The bombshell decision is set to upend races across the country as governors, attorneys general, and other state and local leaders gain new powers to decide when abortion will be permitted.
The Supreme Court on Friday revoked the constitutional right to an abortion that has been in place for half a century — overturning Roe v. Wade on a 5-4 vote, clearing the way for dozens of states to swiftly ban the procedure and throwing the country into uncharted political, legal, social and medical territory.
The bombshell decision is set to upend elections across the country as governors, attorneys general and other state and local leaders gain new powers to decide when abortion will be permitted, if at all, and who should be prosecuted and potentially incarcerated when bans take effect.
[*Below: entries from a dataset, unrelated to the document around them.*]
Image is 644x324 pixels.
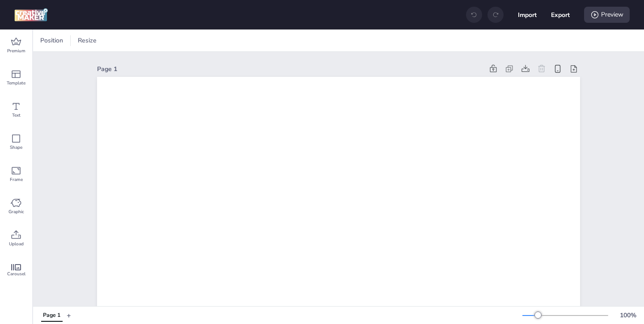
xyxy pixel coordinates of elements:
span: Template [7,79,25,87]
div: Preview [584,7,630,23]
div: Tabs [37,307,67,323]
button: Import [518,5,537,24]
div: Page 1 [97,64,484,74]
span: Resize [76,36,98,45]
button: Export [551,5,570,24]
span: Position [38,36,65,45]
div: 100 % [617,310,639,320]
span: Upload [9,241,24,247]
span: Shape [10,144,23,151]
button: + [67,307,71,323]
span: Text [12,112,21,119]
img: logo Creative Maker [14,8,48,22]
span: Frame [10,176,23,183]
div: Page 1 [43,311,60,319]
span: Carousel [7,270,25,277]
span: Premium [7,47,25,55]
span: Graphic [8,208,24,215]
The high court’s vote to overturn nearly five decades of court rulings upholding a right to end a pregnancy won the support of five of the court’s six conservative justices while Chief Justice John Roberts and the court’s three liberal justices opposed overruling Roe.
The majority opinion, authored by Justice Samuel Alito, hewed closely to the draft version obtained exclusively by POLITICO and published in early May.
In its official opinion, the court’s conservative majority went beyond simply resolving the case before them — Mississippi’s near-ban on abortion at 15 weeks of pregnancy — and instead overturned both Roe v. Wade and Planned Parenthood v. Casey, long-standing precedents that barred states from banning abortion before the point of fetal viability.
“We hold that Roe and Casey must be overruled. The Constitution makes no reference to abortion, and no such right is implicitly protected by any constitutional provision,” Alito wrote. “This Court cannot bring about the permanent resolution of a rancorous national controversy simply by dictating a settlement and telling the people to move on.”